As the only head of state, Wilson was accorded a chair a few inches higher than the others, but of the four, Wilson was in the most precarious political position.13 Lloyd George was fresh from parliamentary elections in which his coalition had won a huge majority; Clemenceau had just received an unprecedented 398–93 vote of confidence in the Chamber of Deputies; and Orlando headed a left-center government that was virtually unassailable. Only Wilson was fresh from defeat, having unwisely declared the congressional midterm elections in November a referendum on his leadership.14 The electorate had responded by giving the GOP control of Congress for the first time since 1910.15

To compound his problem, Wilson had excluded the Senate from the negotiations. The American delegation, in addition to Secretary of State Lansing and Colonel House, included more than twenty academic specialists but not one member of the U.S. Senate, which ultimately would have to pass judgment on the peace treaty.* Henry Cabot Lodge of Massachusetts would soon become chairman of the Foreign Relations Committee and was on record as supporting a league of nations.16 The personal animosity between Wilson and Lodge was notorious, but to have included him would have been an act of statesmanship from which the president would have benefited substantially. Equally damaging, Wilson had thumbed his nose at the nation’s Republican leadership, almost all of whom had supported the war vigorously. William Howard Taft, Charles Evans Hughes, and Elihu Root had all endorsed the idea of a league, and their inclusion would have given the delegation a bipartisan cast.17 Instead, Wilson chose to go it alone, convinced, as always, that his mission was divinely ordained.

The meetings of the Supreme Council were held in camera, and the participants’ discussions remained secret. So much for “open covenants, openly arrived at,” the first of Wilson’s Fourteen Points.
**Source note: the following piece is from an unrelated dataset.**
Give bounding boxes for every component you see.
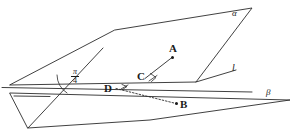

But it was just as well the sessions were closed because relations among the Big Four were tepid at best.18 Orlando correctly perceived that he was being patronized; Lloyd George, the quintessential opportunist, had difficulty adhering to a fixed course; Clemenceau was all too fixed, obsessed with the need to provide for French security; while Wilson spoke with the dogmatic assurance of a Presbyterian elder. “What ignorance of Europe and how difficult all understandings were with him,” said Clemenceau. “He believed you could do everything by formulas and his fourteen points. God himself was content with ten commandments. Wilson modestly inflicted fourteen points on us … the fourteen commandments of the most empty theory.”19

FDR played no role at the peace conference.